My class in rhetoric offered an answer. When giving a speech, the speaker’s goal should be to win over the audience. He must try to be charming and seem genuine. Best of all is to possess that ineffable characteristic known as charisma. None of these qualities can be taught. DeSalvo had them all. He was someone you liked almost automatically. You wanted to trust him, even though you didn’t necessarily know why.

It turns out that I am teaching Political Speechwriting: Theory and Practice this summer myself. And, besides, by what I hope is coincidence, I know more than my just share of serial killers, having been a high school classmate of Ted Bundy, who killed perhaps scores of young women, and having attended college with Randy Kraft (aka “The Freeway Killer). I barely knew Kraft, but I do have memories of Ted Bundy, a good student with no outward quirkiness aside from political ambition. Fortunately, none of my students this term appears to be of this bent—though in a lengthy teaching career I can name several who stand out, for good and for ill.

Perhaps the most obviously deranged student I’ve known was a self-professed Nazi (this, on a military base). Following the course he claimed to have changed his attitude toward Jews, but not toward blacks. I once taught a community-college level class in prison, where I encountered some of the most intellectually astute minority students I’ve ever met. But who knows what Wall Street scandals the Princeton students I precepted one semester have gotten inveigled in? Is not all teaching sophistry—turning young men and women into wise guys?

Thankfully, I’ve had other students who claimed I had changed their lives for the better, simply by teaching ordinary subjects that turned out to be extraordinary for them—Lincoln, Plato, the Constitution. And I’ve even managed to help a few former students get nice jobs writing speeches for important people.

But will teaching Lincoln’s craftiness produce smarter Stephen Douglases (and not Frederick Douglasses)? Obama adviser David Axelrod is supposedly a close student of Lincoln’s political strategy—while no one on the Republican side appears to take Lincoln with any seriousness at all. Will the skill of writing moving speeches be turned in service of vile purposes—from seductive poetry to demagoguery?

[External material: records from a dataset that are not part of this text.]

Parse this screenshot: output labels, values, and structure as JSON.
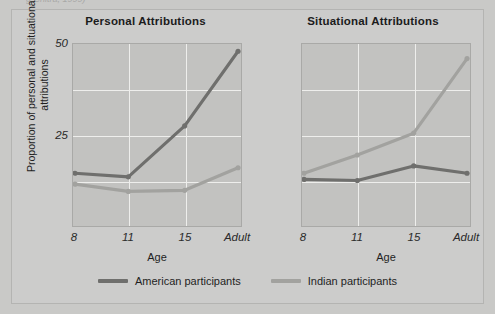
{
  "figure": {
    "cropped_caption_fragment": "g Chitra, 1999)",
    "background_color": "#cccccb",
    "plot_background_color": "#c2c2c0",
    "gridline_color": "#eeeeec"
  },
  "axes": {
    "y_title": "Proportion of personal and situational attributions",
    "y_ticks": [
      {
        "label": "50",
        "value": 50
      },
      {
        "label": "25",
        "value": 25
      }
    ],
    "y_min": 0,
    "y_max": 50,
    "gridlines_y": [
      12.5,
      25,
      37.5
    ],
    "x_title": "Age",
    "x_ticks": [
      "8",
      "11",
      "15",
      "Adult"
    ]
  },
  "legend": {
    "position": "bottom-center",
    "items": [
      {
        "label": "American participants",
        "color": "#6f6f6d"
      },
      {
        "label": "Indian participants",
        "color": "#a2a29f"
      }
    ]
  },
  "chart_data": [
    {
      "type": "line",
      "title": "Personal Attributions",
      "xlabel": "Age",
      "ylabel": "Proportion of personal and situational attributions",
      "categories": [
        "8",
        "11",
        "15",
        "Adult"
      ],
      "ylim": [
        0,
        50
      ],
      "grid": true,
      "series": [
        {
          "name": "American participants",
          "color": "#6f6f6d",
          "values": [
            14.5,
            13.5,
            27.5,
            48
          ]
        },
        {
          "name": "Indian participants",
          "color": "#a2a29f",
          "values": [
            11.5,
            9.5,
            9.8,
            16
          ]
        }
      ]
    },
    {
      "type": "line",
      "title": "Situational Attributions",
      "xlabel": "Age",
      "ylabel": "Proportion of personal and situational attributions",
      "categories": [
        "8",
        "11",
        "15",
        "Adult"
      ],
      "ylim": [
        0,
        50
      ],
      "grid": true,
      "series": [
        {
          "name": "American participants",
          "color": "#6f6f6d",
          "values": [
            12.8,
            12.5,
            16.5,
            14.5
          ]
        },
        {
          "name": "Indian participants",
          "color": "#a2a29f",
          "values": [
            14.5,
            19.5,
            25.5,
            46
          ]
        }
      ]
    }
  ]
}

Thus the teaching of rhetoric must ultimately be more than rhetorical. Otherwise, as my daughter, then about eight, once complained, I was just helping people cheat. Classicist Seth Benardete, explaining the Republic, once proposed that the core of cosmology is rhetoric (thus explaining ancient, medieval, and modern political philosophy in one turn of phrase). America itself exemplifies this. In America, all notable rhetoric centers on the Declaration of Independence, itself the world’s most extraordinary rhetorical—and a great philosophical—achievement: We Americans celebrate not the day of independence, July 2, but the explanation of that day, provided by the signing of the Declaration.

As cynical as Americans can be, the greatest speeches they have heard point toward self-evident truths about human nature, liberty, duty, happiness and God—the central issues of western civilization. Attempts to be merely clever about such grave matters expose these speakers as charlatans. They are the true sophists, and, alas, they are legion and far more destructive to the nation than a host of serial killers.